The issue I'm facing with this is the minimum solar input voltage (120v) required by the EG4-6000xp. The cart might be mobile, but you'd need a fairly significant, not-so-portable array to get charging going. My needs are more like 1-2x month usage - so having a 1-2 smaller panels that take many days to recharge is totally fine - but can't get the input voltage over 120v like that.

The other factor is output. If you don't need to use all 6,000W of output on the inverter - no program (but maybe think about a smaller inverter?). But if you do need all that power - then a single ~5,000Wh server rack battery will be depleted quickly, at a very high amperage rate (~1c or more). You'd really want at least 2 batteries in parallel, if not more.
 
Thanks for your input. The reaso
The issue I'm facing with this is the minimum solar input voltage (120v) required by the EG4-6000xp. The cart might be mobile, but you'd need a fairly significant, not-so-portable array to get charging going. My needs are more like 1-2x month usage - so having a 1-2 smaller panels that take many days to recharge is totally fine - but can't get the input voltage over 120v like that.

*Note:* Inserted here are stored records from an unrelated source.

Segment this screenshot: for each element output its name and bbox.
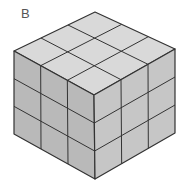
cube-diagram [0,0,184,186]
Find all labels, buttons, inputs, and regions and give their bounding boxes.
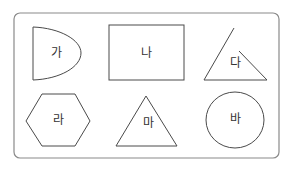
shape-ga: 가	[33, 27, 81, 80]
label-na: 나	[141, 46, 152, 60]
shape-da: 다	[204, 28, 267, 80]
label-ma: 마	[143, 116, 154, 130]
open-triangle-shape	[204, 28, 267, 80]
shape-ba: 바	[206, 92, 264, 148]
card-frame	[14, 13, 279, 158]
label-da: 다	[230, 56, 241, 70]
shape-ma: 마	[116, 96, 177, 146]
label-ra: 라	[53, 113, 64, 127]
shapes-diagram: 가 나 다 라 마 바	[0, 0, 285, 170]
label-ba: 바	[230, 112, 241, 126]
shape-ra: 라	[26, 94, 90, 146]
label-ga: 가	[51, 46, 62, 60]
shape-na: 나	[109, 25, 184, 80]
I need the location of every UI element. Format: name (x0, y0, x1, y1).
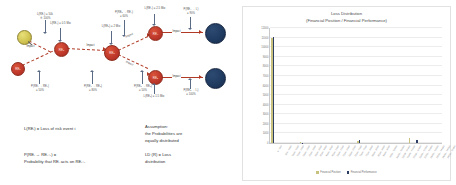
legend-loss-definition: L(REᵢ) = Loss of risk event i (24, 126, 134, 133)
chart-plot-area: 0100020003000400050006000700080009000100… (269, 28, 442, 144)
legend-ld-definition: LD (R) = Loss distribution (145, 152, 225, 166)
chart-legend-label: Financial Position (320, 171, 340, 174)
loss-distribution-chart: Loss Distribution (Financial Position / … (242, 6, 451, 181)
chart-gridline: 8000 (270, 65, 442, 66)
chart-legend: Financial PositionFinancial Performance (243, 171, 450, 174)
chart-title: Loss Distribution (Financial Position / … (243, 11, 450, 24)
chart-gridline: 2000 (270, 123, 442, 124)
chart-gridline: 6000 (270, 85, 442, 86)
connector-cap-l-re2 (58, 40, 62, 42)
annotation-prob-re4-i1: P(RE₄ → I₁) = 90% (178, 8, 204, 16)
y-axis-tick-label: 5000 (263, 94, 269, 97)
chart-bar (416, 140, 418, 143)
chart-gridline: 9000 (270, 56, 442, 57)
chart-gridline: 10000 (270, 46, 442, 47)
annotation-prob-re2-re3: P(RE₂ → RE₃) = 80% (78, 85, 108, 93)
chart-gridline: 1000 (270, 132, 442, 133)
connector-cap-l-re3 (109, 43, 113, 45)
node-re1-label: RE₁ (12, 67, 24, 71)
y-axis-tick-label: 9000 (263, 55, 269, 58)
edge-arrow-impact2 (199, 75, 202, 79)
y-axis-tick-label: 1000 (263, 132, 269, 135)
chart-legend-swatch (347, 171, 350, 174)
y-axis-tick-label: 7000 (263, 74, 269, 77)
annotation-loss-re3: L(RE₃) = 2 Mio (95, 25, 127, 29)
node-re4-label: RE₄ (149, 32, 162, 36)
chart-gridline: 5000 (270, 94, 442, 95)
edge-tag-impact-6: Impact (172, 75, 181, 78)
edge-re5-to-impact2 (161, 77, 203, 78)
legend-assumption: Assumption: the Probabilities are equall… (145, 124, 225, 145)
chart-gridline: 4000 (270, 104, 442, 105)
edge-tag-impact-2: Impact (86, 44, 95, 47)
chart-legend-label: Financial Performance (351, 171, 377, 174)
annotation-loss-re5: L(RE₅) = 1.5 Mio (138, 95, 170, 99)
annotation-loss-re1: L(RE₁) = 50k ≙ 100% (31, 13, 59, 21)
edge-tag-impact-5: Impact (172, 30, 181, 33)
annotation-loss-re2: L(RE₂) = 0.5 Mio (44, 22, 77, 26)
connector-p-re2-re3 (92, 72, 93, 84)
connector-cap-l-re4 (152, 24, 156, 26)
connector-cap-p-re4-i1 (188, 28, 192, 30)
edge-re1-to-re2 (22, 51, 53, 66)
annotation-prob-re3-re5: P(RE₃ → RE₅) = 50% (128, 85, 158, 93)
y-axis-tick-label: 3000 (263, 113, 269, 116)
legend-probability-definition: P(REᵢ → REᵢ₊₁) = Probability that REᵢ ac… (24, 152, 139, 166)
connector-p-re1-re2 (39, 72, 40, 84)
annotation-prob-re3-re4: P(RE₃ → RE₄) = 60% (109, 11, 139, 19)
x-axis-tick-label: 500 - 1000 (284, 145, 291, 156)
chart-bar (409, 138, 411, 143)
connector-cap-l-re1 (43, 32, 47, 34)
node-re3-label: RE₃ (105, 51, 119, 55)
node-re2[interactable]: RE₂ (54, 42, 69, 57)
node-re2-label: RE₂ (55, 48, 68, 52)
chart-bar (273, 37, 275, 143)
annotation-prob-re1-re2: P(RE₁ → RE₂) = 50% (25, 85, 55, 93)
node-re4[interactable]: RE₄ (148, 26, 163, 41)
annotation-prob-re5-i2: P(RE₅ → I₂) = 100% (178, 89, 204, 97)
y-axis-tick-label: 8000 (263, 65, 269, 68)
chart-bar (359, 140, 361, 143)
chart-gridline: 7000 (270, 75, 442, 76)
y-axis-tick-label: 11000 (261, 36, 268, 39)
connector-cap-p-re3-re5 (140, 70, 144, 72)
y-axis-tick-label: 10000 (261, 46, 268, 49)
connector-cap-p-re1-re2 (37, 70, 41, 72)
edge-re3-to-re5 (118, 54, 148, 69)
chart-legend-item[interactable]: Financial Position (316, 171, 340, 174)
edge-re2-to-re3 (67, 48, 105, 51)
node-impact-1[interactable] (205, 23, 226, 44)
y-axis-tick-label: 6000 (263, 84, 269, 87)
node-impact-2[interactable] (205, 68, 226, 89)
y-axis-tick-label: 12000 (261, 27, 268, 30)
node-re5-label: RE₅ (149, 76, 162, 80)
y-axis-tick-label: 4000 (263, 103, 269, 106)
chart-gridline: 3000 (270, 113, 442, 114)
chart-legend-item[interactable]: Financial Performance (347, 171, 377, 174)
annotation-loss-re4: L(RE₄) = 2.5 Mio (139, 7, 171, 11)
node-re3[interactable]: RE₃ (104, 45, 120, 61)
connector-p-re5-i2 (190, 80, 191, 89)
node-re1[interactable]: RE₁ (11, 62, 25, 76)
y-axis-tick-label: 0 (267, 142, 268, 145)
y-axis-tick-label: 2000 (263, 122, 269, 125)
x-axis-tick-label: 0 - 500 (277, 145, 282, 152)
connector-cap-p-re5-i2 (188, 78, 192, 80)
edge-tag-impact-3: Impact (125, 32, 134, 38)
edge-re3-to-re4 (118, 36, 148, 51)
edge-tag-impact-1: Impact (26, 45, 35, 48)
edge-re4-to-impact1 (161, 32, 203, 33)
risk-event-network-diagram: RE₁ RE₂ RE₃ RE₄ RE₅ (0, 0, 240, 185)
chart-legend-swatch (316, 171, 319, 174)
chart-gridline: 11000 (270, 37, 442, 38)
chart-gridline: 12000 (270, 27, 442, 28)
edge-arrow-impact1 (199, 30, 202, 34)
connector-cap-p-re2-re3 (90, 70, 94, 72)
connector-p-re3-re5 (142, 72, 143, 84)
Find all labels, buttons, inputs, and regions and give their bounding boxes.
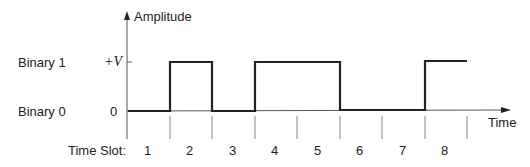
x-axis-label: Time (488, 115, 516, 130)
x-axis-arrow-icon (501, 107, 511, 113)
slot-label: 3 (229, 143, 236, 158)
slot-ticks (170, 116, 467, 139)
slot-label: 5 (314, 143, 321, 158)
slot-label: 7 (399, 143, 406, 158)
binary-0-label: Binary 0 (18, 104, 66, 119)
signal-diagram (0, 0, 530, 167)
time-slot-label: Time Slot: (68, 143, 126, 158)
slot-label: 8 (441, 143, 448, 158)
x-axis (127, 110, 505, 111)
y-axis-label: Amplitude (134, 9, 192, 24)
nrz-waveform (128, 61, 467, 111)
slot-label: 2 (186, 143, 193, 158)
slot-label: 1 (144, 143, 151, 158)
binary-1-label: Binary 1 (18, 55, 66, 70)
y-axis-arrow-icon (124, 11, 130, 20)
slot-label: 4 (271, 143, 278, 158)
plus-v-label: +V (104, 54, 122, 70)
slot-label: 6 (356, 143, 363, 158)
zero-label: 0 (110, 104, 117, 119)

The other factor is output. If you don't need to use all 6,000W of output on the inverter - no program (but maybe think about a smaller inverter?). But if you do need all that power - then a single ~5,000Wh server rack battery will be depleted quickly, at a very high amperage rate (~1c or more). You'd really want at least 2 batteries in parallel, if not more
 
Thanks for your input. The reason for the 6000W split phase inverter is that I want my well pump to pump only as I need it to, but the majority of the time will only need 110v access. So, 120/220v is required.
 
I've looked into this a bit myself.

What I've figured is you might be able to use a boost converter to take 2x 40v@10amp (400w) panels and turn their output into 70v@5amp which would then run in series to the MPPT as 140v@5amp. Not ideal, but seems to be the rub with one of these units with such high min voltage. The issue is actually setting up the boosters in series... have to get specific isolated ones, and they're expensive.
 
Last edited:
@Will Prowse I was about to post another thread about this same topic.
Your vid shows the Eg4 3k all in one. I wanted to go same concept but with the eg4 6k split phase.
 
@Will Prowse I was about to post another thread about this same topic.
Your vid shows the Eg4 3k all in one. I wanted to go same concept but with the eg4 6k split phase.